My publishing activities have often converged with my curatorial projects that call for distinct skills and I am fortunate to have been involved with projects where I could hone both my editorial and writing abilities. The first significant project that called for my editorial work, was the Royal Academy's Africa the Art of a Continent. I worked on this book as the co-ordinating editor supporting the curator/editor Tom Phillips and liaising with its more sixty-eight world renowned contributors. The book is a weighty tome of over 600 pages that documents the entire continent, including ancient Egypt and Nubia and north and northwestern Africa as well as the sub-Saharan region. Each object is reproduced in color and accompanied by extensive catalog entries written by over 60 expert contributors. The catalog section is preceded by five essays contributed by major scholars in the field. The essays discuss the nature of African art and its appreciation.
Although, on a smaller geographical scale, my work as editor/curator of Fifty Year-Fifty Artists for the School of Visual Arts in Jamaica involved similar logistical and communication skills. This book required my liaison with fifty artists and a dozen essay writers, co-ordinating their resumes as well as writing their biographies.In addition, I was commissioned to write two essays, the first being the historical introduction about the College's history and the second examining the development of its fine arts programs. Fifty years-Fifty Artists demonstrated the dramatic development in the teaching of Fine Arts since the Jamaica School of Arts and Crafts received its charter back in the 1950s under the guidance of its founder, the sculptor Edna Manley. It has moved from a hierarchical academy approach that was historically the norm in almost all European art institutions, towards a methodology that is post-modern and more finely tuned to the needs of its Caribbean students. This transition from apprenticeship to ownership has been gradual, but it has revolutionised the way that artists see, articulate and communicate visually. Evidence of this is seen everyday in the growing confidence of students’ visual expressions. Today it is possible to speak of an art historical tradition and a lineage of artistic styles reflected in a young artists work. It is now possible to speak about generations of painters and discern a qualitative difference between vanguard graduates of the 1960s and the rebel followers of the 1980s. This is a mark of the School of Visual Art’s maturity.
I was also invited to create an exhibition of the same name featuring contemporary works of all fifty artists as well as a historical survey complete with vintage works for the College's Collection and the National Gallery of Jamaica. The publication and exhibition in 2003 that marked the college's anniversary became the inaugural exhibition for the college's art gallery [cage] in it's newly built library, while the book has become a showcase publication for the college. Following both of these projects, I went on to become the consultant/head art history for the college and to implement a database project for its library (see below).
While based in Jamaica, I continue to make a contribution to the arts and Caribbean publishing. I am currently the Arts Editor for the Jamaica Journal, that country's most prestigious quarterly for the sciences and arts, published by the Institute of Jamaica. In addition to evaluating, editing and commissioning scholarly texts, I regularly contribute my own articles, see for instance “Desperately Seeking Africa” Jamaica Journal, 2004, “Diaspora Families in Black and White”, Jamaica Journal, 2006, The Arts (Review),“ Belisario: Art and Emancipation in Jamaica“,Jamaica Journal, 2007 and a forthcoming article “The Other Belisario“, Jamaica Journal, 2009.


Pick out every line in the data below that holds "Search".

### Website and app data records
━━━

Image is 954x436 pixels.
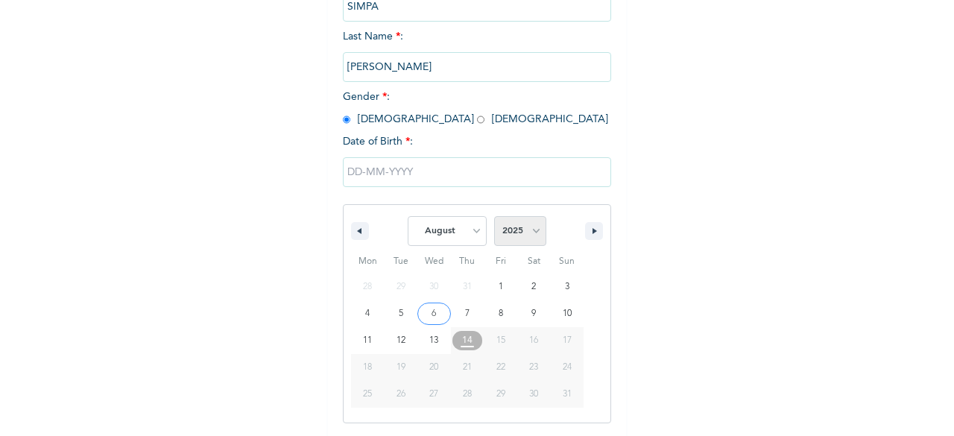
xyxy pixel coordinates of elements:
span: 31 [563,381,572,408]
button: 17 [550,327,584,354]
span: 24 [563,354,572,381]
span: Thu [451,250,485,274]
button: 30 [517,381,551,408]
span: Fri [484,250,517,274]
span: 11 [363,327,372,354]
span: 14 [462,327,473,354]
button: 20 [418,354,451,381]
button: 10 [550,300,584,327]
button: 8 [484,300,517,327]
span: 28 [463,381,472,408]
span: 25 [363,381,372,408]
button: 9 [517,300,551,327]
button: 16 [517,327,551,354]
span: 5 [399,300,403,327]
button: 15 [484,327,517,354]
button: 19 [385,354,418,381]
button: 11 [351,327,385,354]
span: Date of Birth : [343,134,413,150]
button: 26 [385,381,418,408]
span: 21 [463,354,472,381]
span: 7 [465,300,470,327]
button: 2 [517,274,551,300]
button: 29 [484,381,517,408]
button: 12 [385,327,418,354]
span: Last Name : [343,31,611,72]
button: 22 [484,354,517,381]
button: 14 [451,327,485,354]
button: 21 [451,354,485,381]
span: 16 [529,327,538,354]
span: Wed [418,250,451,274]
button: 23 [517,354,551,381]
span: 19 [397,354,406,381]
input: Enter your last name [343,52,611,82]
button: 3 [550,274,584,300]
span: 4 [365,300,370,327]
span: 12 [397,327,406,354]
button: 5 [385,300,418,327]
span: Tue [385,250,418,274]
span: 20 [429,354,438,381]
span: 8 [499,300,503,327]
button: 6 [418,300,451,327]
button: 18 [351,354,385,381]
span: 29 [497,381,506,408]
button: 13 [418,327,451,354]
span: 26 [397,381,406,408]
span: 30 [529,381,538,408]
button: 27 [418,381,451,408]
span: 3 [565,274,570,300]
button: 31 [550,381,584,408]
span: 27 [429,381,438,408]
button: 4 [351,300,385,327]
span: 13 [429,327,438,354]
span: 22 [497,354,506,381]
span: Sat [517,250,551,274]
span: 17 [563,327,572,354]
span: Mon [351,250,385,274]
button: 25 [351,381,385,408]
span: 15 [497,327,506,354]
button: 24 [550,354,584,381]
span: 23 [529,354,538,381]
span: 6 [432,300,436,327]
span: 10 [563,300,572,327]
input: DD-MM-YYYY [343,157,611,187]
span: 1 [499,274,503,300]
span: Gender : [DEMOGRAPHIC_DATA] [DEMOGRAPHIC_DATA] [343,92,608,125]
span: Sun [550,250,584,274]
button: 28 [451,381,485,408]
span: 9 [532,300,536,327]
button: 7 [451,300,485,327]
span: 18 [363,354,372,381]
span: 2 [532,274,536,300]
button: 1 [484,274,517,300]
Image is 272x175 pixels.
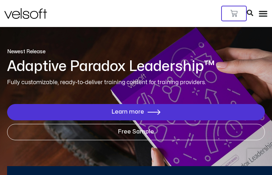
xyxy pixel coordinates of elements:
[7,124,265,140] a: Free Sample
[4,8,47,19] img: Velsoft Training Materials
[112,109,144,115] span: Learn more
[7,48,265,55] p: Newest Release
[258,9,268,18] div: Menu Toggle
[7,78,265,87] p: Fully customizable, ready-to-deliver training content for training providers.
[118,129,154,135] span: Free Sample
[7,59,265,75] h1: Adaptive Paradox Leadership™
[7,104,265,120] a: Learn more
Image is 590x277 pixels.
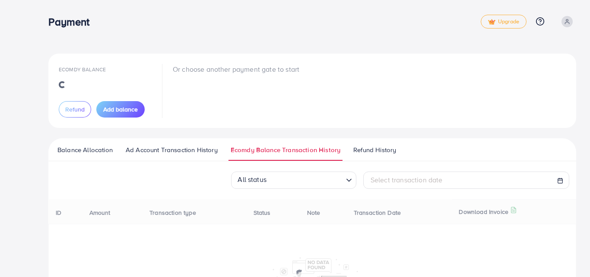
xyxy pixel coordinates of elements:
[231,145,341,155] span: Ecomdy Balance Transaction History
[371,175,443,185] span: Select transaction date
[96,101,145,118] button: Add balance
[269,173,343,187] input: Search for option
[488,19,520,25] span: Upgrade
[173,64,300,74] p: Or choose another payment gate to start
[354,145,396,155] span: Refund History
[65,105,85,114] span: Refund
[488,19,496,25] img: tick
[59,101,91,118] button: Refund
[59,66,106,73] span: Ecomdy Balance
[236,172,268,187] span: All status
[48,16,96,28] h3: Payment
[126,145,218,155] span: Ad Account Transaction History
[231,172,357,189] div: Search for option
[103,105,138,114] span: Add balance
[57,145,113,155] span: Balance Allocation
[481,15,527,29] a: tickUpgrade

━━━

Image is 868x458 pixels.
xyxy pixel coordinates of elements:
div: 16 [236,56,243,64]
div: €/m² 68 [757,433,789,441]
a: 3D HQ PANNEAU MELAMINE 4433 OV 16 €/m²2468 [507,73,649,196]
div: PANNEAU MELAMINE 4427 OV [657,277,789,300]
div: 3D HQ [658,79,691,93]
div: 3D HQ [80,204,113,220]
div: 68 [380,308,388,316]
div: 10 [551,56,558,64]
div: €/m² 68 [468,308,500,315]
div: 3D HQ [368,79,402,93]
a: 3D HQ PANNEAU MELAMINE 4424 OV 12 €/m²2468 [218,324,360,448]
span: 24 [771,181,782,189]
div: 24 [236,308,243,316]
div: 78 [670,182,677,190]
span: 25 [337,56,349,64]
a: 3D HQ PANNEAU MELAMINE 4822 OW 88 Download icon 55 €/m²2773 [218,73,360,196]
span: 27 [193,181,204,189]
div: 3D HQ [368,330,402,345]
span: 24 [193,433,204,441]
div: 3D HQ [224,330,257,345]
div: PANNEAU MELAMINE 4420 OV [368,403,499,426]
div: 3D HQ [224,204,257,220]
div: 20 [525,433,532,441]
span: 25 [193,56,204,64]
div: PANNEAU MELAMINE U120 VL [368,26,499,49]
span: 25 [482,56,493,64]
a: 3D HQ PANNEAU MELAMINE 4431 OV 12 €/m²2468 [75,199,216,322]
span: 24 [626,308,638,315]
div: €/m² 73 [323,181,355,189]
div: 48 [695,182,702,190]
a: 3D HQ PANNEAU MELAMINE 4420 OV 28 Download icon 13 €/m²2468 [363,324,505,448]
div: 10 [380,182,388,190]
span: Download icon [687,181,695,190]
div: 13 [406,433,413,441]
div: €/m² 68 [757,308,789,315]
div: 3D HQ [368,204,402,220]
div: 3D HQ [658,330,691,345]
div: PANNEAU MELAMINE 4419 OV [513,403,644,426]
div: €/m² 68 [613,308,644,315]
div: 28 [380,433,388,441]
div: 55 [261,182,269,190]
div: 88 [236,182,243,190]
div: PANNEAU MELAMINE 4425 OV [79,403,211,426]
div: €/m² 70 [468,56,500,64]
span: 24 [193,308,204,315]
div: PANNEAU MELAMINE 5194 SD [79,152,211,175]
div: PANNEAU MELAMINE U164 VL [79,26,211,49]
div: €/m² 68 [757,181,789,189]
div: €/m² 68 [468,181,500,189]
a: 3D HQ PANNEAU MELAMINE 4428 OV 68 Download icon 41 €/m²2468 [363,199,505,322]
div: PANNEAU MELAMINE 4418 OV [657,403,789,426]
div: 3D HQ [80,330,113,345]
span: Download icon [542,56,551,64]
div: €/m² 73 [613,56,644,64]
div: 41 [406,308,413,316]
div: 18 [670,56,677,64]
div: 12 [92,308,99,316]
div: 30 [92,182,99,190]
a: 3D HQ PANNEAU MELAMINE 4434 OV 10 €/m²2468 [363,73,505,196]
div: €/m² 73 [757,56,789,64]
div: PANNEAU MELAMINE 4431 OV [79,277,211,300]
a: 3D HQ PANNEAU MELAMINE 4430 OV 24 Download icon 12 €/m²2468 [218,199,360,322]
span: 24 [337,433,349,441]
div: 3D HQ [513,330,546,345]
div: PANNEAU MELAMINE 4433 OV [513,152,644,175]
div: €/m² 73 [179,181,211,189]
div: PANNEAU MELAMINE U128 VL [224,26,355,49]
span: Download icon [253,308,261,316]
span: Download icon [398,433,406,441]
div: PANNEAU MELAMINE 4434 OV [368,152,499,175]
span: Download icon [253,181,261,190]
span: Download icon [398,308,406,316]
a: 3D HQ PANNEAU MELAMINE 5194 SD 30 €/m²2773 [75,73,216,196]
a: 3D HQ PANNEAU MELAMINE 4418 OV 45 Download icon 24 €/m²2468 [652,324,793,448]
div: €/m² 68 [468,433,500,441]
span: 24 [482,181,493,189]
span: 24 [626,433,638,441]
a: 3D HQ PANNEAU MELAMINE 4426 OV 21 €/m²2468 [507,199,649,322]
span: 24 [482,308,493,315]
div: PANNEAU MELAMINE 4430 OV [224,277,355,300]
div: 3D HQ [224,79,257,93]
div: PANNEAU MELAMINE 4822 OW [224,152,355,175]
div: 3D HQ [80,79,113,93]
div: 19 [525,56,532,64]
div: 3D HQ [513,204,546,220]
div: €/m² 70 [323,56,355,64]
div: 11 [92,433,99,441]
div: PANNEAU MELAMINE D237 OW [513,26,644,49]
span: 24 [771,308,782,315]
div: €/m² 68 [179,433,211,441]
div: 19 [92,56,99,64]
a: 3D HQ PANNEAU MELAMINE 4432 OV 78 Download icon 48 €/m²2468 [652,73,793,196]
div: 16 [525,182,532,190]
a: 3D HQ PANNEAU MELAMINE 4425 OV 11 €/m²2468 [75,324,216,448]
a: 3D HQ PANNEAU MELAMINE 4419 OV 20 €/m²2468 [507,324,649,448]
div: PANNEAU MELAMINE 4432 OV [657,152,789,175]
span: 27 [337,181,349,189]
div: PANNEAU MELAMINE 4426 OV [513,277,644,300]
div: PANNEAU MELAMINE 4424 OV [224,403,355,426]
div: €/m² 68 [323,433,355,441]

━━━

### Solution below
[269,173,343,187] input: Search for option
[231,172,357,189] div: Search for option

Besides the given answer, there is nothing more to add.